In a stark warning for global cardiovascular care, a new study led by researchers at Mount Sinai, New York, has revealed that current heart attack screening tools fail to identify nearly 45% of people who are genuinely at risk.
In a stark warning for global cardiovascular care, a new study led by researchers at Mount Sinai, New York, has revealed that current heart attack screening tools fail to identify nearly 45% of people who are genuinely at risk.
The findings, published in JACC: Advances, raise serious concerns about over-reliance on traditional risk-scoring methods that may leave a large proportion of patients dangerously unprotected.
The study exposes a major blind spot in existing guidelines, showing that symptoms and standard risk calculators often fail to capture the silent build-up of plaque—the underlying process that leads to heart attacks.

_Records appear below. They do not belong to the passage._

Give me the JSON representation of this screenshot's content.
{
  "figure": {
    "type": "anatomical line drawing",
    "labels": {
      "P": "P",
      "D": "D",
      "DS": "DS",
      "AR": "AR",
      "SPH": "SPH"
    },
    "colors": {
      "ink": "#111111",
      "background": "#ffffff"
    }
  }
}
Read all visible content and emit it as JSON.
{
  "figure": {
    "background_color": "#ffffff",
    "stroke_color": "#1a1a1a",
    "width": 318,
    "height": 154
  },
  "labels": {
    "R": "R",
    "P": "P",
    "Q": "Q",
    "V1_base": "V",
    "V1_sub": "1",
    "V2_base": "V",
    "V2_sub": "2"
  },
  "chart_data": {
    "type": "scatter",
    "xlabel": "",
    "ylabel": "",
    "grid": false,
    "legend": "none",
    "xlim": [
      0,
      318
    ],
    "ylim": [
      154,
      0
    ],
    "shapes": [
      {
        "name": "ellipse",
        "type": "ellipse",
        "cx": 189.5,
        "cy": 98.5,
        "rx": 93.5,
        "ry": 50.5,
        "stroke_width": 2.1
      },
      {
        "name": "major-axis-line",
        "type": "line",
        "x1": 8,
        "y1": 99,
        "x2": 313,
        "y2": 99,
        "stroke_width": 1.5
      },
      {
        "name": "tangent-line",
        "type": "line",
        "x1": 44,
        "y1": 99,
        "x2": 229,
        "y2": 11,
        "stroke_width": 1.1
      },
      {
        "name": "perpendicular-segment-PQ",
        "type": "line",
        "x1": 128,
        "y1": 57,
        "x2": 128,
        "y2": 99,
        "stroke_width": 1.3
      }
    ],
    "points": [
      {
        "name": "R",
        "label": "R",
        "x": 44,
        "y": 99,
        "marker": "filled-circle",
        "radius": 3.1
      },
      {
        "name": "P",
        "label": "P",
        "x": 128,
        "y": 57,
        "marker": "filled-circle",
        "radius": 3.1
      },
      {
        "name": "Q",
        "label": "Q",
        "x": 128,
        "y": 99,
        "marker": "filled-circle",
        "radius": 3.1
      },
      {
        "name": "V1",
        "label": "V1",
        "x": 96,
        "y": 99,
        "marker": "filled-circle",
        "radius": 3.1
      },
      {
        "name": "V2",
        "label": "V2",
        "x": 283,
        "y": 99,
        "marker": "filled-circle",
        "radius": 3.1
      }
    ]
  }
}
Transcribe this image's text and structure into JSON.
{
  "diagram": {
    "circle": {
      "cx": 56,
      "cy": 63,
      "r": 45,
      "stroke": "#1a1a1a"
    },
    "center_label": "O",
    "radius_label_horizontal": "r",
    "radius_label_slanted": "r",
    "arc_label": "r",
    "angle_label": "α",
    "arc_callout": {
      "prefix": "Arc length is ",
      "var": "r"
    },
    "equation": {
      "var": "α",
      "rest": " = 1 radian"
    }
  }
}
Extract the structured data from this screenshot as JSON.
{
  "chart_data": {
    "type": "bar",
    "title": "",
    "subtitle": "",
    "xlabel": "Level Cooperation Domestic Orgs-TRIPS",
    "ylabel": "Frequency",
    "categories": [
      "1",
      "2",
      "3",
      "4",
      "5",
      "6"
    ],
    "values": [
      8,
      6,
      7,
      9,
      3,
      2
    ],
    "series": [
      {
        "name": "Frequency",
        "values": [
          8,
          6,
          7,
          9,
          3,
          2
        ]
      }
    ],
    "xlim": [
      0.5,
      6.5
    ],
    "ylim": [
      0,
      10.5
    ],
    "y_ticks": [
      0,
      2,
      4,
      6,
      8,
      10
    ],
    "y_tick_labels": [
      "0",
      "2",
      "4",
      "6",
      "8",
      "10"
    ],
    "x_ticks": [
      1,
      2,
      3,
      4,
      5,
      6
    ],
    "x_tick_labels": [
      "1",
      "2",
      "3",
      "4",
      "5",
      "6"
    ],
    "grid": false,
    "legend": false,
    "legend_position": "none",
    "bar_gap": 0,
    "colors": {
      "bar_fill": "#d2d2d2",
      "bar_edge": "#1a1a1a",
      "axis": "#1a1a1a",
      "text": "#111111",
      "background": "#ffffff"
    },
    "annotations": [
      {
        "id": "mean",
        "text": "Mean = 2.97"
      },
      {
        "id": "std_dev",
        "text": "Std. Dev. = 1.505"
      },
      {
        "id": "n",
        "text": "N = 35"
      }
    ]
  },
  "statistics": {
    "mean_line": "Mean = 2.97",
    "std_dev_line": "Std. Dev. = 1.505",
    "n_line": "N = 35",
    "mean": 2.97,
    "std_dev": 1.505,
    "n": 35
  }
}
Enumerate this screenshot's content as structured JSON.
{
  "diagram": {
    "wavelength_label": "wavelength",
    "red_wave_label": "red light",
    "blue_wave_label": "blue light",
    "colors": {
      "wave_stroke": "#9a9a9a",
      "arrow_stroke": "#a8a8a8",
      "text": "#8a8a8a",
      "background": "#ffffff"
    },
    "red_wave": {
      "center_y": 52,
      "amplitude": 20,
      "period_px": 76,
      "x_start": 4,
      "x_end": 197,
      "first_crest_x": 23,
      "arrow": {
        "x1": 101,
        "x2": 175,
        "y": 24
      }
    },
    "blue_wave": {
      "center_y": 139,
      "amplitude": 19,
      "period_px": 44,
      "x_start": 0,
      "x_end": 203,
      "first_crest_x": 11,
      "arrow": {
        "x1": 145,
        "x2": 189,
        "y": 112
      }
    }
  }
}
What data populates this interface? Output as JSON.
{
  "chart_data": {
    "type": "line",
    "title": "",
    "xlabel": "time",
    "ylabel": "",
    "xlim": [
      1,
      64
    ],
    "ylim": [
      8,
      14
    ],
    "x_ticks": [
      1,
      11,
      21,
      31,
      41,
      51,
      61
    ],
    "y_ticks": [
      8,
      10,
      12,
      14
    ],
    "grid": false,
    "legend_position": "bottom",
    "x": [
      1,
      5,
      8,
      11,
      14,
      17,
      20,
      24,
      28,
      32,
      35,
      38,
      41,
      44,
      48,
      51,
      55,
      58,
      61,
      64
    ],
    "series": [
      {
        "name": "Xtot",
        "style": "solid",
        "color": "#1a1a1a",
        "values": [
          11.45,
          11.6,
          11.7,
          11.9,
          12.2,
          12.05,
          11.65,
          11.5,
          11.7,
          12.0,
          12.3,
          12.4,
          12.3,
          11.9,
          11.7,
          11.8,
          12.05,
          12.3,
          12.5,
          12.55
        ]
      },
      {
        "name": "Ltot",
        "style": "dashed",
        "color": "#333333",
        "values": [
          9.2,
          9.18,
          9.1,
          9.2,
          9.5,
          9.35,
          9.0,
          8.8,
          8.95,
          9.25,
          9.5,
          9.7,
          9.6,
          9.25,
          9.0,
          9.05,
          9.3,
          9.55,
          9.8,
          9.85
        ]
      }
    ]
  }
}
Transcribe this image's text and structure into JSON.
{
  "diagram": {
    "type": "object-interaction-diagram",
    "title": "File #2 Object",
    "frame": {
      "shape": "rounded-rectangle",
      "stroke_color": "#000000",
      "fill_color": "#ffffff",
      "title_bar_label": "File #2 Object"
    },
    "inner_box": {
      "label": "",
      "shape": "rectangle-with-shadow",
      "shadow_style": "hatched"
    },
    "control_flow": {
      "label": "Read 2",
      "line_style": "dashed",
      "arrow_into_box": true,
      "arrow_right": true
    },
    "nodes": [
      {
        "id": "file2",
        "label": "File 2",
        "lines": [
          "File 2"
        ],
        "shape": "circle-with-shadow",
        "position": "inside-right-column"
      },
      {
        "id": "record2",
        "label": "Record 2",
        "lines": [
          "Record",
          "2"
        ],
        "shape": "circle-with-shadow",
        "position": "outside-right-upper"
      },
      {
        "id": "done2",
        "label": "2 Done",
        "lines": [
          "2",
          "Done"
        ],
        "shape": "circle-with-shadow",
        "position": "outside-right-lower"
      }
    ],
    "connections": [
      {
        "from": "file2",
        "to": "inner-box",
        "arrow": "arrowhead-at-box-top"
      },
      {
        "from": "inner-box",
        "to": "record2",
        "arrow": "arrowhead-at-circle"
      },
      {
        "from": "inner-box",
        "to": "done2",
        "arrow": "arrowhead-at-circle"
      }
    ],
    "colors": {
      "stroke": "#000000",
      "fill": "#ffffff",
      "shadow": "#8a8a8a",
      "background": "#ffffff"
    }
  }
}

“Our research shows that population-based risk tools often fail to reflect the true risk for many individual patients,” said Dr. Amir Ahmadi, Clinical Associate Professor of Medicine (Cardiology) at the Icahn School of Medicine at Mount Sinai and the study’s lead author.
According to his team’s analysis, if many of the heart attack patients had been screened just two days before their event, nearly half would not have been recommended for further testing or preventive treatment.
The study evaluated the accuracy of two widely used cardiac risk prediction tools that guide preventive therapy decisions for millions of people worldwide. The first is the Atherosclerotic Cardiovascular Disease (ASCVD) Risk Score, a long-established tool used in clinical practice to estimate a person’s likelihood of developing heart disease over the coming years. The second is PREVENT, a newer calculator that incorporates additional variables and aims to offer a more refined and comprehensive assessment of cardiovascular risk.
Researchers analysed both tools using data from 474 patients under the age of 66 who had no previously diagnosed coronary artery disease but went on to suffer their first heart attack. The purpose was to understand whether these risk calculators would have identified these individuals as candidates for preventive therapy if they had been assessed just two days before their cardiac event.
The findings were striking. Nearly half of the patients would have been classified as low or borderline risk by the ASCVD score and therefore not recommended for further diagnostic testing or preventive medication. The PREVENT tool fared even worse — more than half the patients would have been labelled low risk under its criteria.
In total, 45 per cent of patients would not have received preventive intervention based on ASCVD guidelines, and this proportion rose to 61 per cent when applying PREVENT. These results suggest that despite being standard clinical tools, both calculators miss a significant share of individuals silently progressing toward a cardiac event.
The researchers also noted that 60 per cent of patients developed symptoms such as chest pain or breathlessness less than 48 hours before their heart attack. This indicates that symptom-based screening is often too late to alter the course of the disease, as the underlying plaque builds up quietly over months or years.
Experts involved in the study stressed that the findings reveal a critical gap in current preventive strategies. They argue that early detection should move beyond reliance on risk scores and symptoms alone. Instead, the focus must shift toward direct atherosclerosis imaging—techniques capable of visualising “silent plaque” long before it ruptures and triggers a heart attack.
India, already grappling with an escalating burden of cardiovascular disease—with heart attacks occurring nearly a decade earlier than in Western populations—may find these insights particularly urgent.
As young adults increasingly fall victim to sudden cardiac events, experts warn that relying solely on symptoms or basic screening tools is inadequate. Many Indians with normal cholesterol or borderline risk scores may still harbour significant, undetected plaque.
The study makes it clear: more than half of future heart attacks may come from people currently considered “safe” under existing guidelines. Without a shift toward early detection of plaque, many preventable cardiac events will continue to slip through the cracks.